An artist’s rendering depicts planned development on artificial islands that will be built in the waters around the Kau Yi Chau islands. Reclamation work is scheduled to start in 2025. (Hong Kong Development Bureau)

The Hong Kong government says it will complete a feasibility study on roads and rail links that will connect to the new islands by 2024, that it will start reclamation work in 2025 and that it expects the first batch of residential units to be available by 2033.

Environmentalists have raised alarm at the plans, which they argue will damage the ecology of the area, including corals, marine life, microorganisms and species such as the rare Chinese white dolphin.

“When natural resources are lost, they are lost forever,” said Chan Hall-sion, a senior campaigner for Greenpeace in Hong Kong. “Reclamation is irreversible, and brings irreversible impacts to an ecosystem, as it is the home to many wildlife.”

Story continues below advertisement

Story continues below advertisement

In its responses to The Post, the Development Bureau said the area designated for the planned artificial islands close to the existing Kau Yi Chau islands is “ecologically less sensitive” and that the government is striving to minimize the impact on the environment. Environmental impact assessments will be done for both projects, the bureau added, and will be released for public scrutiny.

Yet the deteriorating political environment in Hong Kong has meant that even criticizing the government’s plans carries risk.

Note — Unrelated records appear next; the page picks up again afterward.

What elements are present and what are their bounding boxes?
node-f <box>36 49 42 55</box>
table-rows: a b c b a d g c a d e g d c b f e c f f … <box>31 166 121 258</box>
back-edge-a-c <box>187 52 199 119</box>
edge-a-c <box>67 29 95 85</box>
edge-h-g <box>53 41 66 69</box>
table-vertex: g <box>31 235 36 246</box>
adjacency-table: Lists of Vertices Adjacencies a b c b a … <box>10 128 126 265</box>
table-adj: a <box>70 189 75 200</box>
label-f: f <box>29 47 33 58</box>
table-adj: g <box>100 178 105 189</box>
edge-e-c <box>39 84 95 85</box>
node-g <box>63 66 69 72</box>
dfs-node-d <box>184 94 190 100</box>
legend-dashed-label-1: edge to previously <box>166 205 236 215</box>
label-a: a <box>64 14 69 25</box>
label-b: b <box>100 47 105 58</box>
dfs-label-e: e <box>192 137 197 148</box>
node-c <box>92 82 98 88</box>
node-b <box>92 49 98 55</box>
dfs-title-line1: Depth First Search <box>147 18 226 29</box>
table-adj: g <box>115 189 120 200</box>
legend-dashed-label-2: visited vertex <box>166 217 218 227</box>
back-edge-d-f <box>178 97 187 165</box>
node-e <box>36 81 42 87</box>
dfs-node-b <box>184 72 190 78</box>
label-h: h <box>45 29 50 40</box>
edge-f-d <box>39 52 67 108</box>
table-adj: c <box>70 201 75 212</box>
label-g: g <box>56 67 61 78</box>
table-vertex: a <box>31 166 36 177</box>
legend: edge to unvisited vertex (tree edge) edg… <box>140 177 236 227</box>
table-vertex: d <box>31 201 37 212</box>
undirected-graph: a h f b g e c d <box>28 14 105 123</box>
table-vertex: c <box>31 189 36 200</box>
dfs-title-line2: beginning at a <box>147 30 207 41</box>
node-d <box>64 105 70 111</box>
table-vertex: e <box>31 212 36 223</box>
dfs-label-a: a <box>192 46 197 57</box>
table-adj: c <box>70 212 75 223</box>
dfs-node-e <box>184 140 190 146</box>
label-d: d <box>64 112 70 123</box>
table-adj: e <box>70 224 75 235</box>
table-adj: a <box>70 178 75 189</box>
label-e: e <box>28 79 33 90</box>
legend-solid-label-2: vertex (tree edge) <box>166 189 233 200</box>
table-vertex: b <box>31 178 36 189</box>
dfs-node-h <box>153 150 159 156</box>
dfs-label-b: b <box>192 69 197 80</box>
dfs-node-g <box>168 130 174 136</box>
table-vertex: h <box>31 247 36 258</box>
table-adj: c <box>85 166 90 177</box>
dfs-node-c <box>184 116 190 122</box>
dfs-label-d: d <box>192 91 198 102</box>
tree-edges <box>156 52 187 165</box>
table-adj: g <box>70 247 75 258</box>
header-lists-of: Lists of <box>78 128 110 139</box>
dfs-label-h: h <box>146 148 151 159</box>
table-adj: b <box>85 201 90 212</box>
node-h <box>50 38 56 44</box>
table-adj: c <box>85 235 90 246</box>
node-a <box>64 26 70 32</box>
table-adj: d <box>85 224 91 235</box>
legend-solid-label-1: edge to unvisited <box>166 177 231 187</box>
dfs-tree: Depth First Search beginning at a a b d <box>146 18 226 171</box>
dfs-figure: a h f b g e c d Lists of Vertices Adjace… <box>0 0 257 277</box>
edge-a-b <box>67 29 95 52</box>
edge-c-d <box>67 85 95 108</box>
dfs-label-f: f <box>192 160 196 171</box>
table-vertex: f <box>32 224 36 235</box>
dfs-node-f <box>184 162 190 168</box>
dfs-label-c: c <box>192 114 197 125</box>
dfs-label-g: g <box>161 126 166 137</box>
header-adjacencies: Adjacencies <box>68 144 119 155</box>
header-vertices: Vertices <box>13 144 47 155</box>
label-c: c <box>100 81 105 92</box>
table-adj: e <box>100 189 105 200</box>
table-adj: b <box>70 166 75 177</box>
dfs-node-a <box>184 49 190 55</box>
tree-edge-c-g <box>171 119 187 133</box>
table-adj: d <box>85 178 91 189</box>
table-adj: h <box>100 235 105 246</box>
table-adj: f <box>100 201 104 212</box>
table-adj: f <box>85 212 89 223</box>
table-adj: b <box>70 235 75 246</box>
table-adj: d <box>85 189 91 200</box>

The Liber Research Community, a nongovernmental organization focused on Hong Kong’s land and development policy, has been at the forefront of independent research on both projects, pointing out deficiencies and information gaps in the government’s plans. Last year, the group published slides from an April 2023 briefing from PricewaterhouseCoopers, the financial adviser to the Hong Kong government on both projects, stating that the Hong Kong government’s reserves “may not be sufficient” to fund both development of the Northern Metropolis and the Kau Yi Chau islands at the same time.

Ta Kung Pao, a newspaper controlled by China’s Liaison Office in Hong Kong, accused the Liber group of vilifying the government and “trying to create panic.”

[Hong Kong prisons work to compel loyalty to China among young activists]

Polling in Hong Kong has found deep skepticism among the population about pursuing the projects, with only 6 percent of residents saying they are behind simultaneous construction of both projects, according to a survey conducted by Greenpeace and the Hong Kong Public Opinion Research Institute.

Public opinion is, however, an aside. “These are obviously integration projects,” said Brian Wong of the Liber Research Community, “so they are inevitable.”

About this story

Story by Shibani Mahtani and Theodora Yu. Photos by Ian Teh. Design and development by Irfan Uraizee. Graphics by Lauren Tierney. Story editing by Peter Finn. Project editing by Reem Akkad. Research by Cate Brown. Photo editing by Jennifer Samuel. Design editing by Joseph Moore. Graphics editing by Samuel Granados. Copy editing by Vanessa Larson.

Renderings provided by the Hong Kong Development Bureau.

The panoramic photos were stitched together from multiple images. The photo annotations are sourced from Hong Kong Special Administrative Region Government and Kau Yi Chau Artificial Islands project.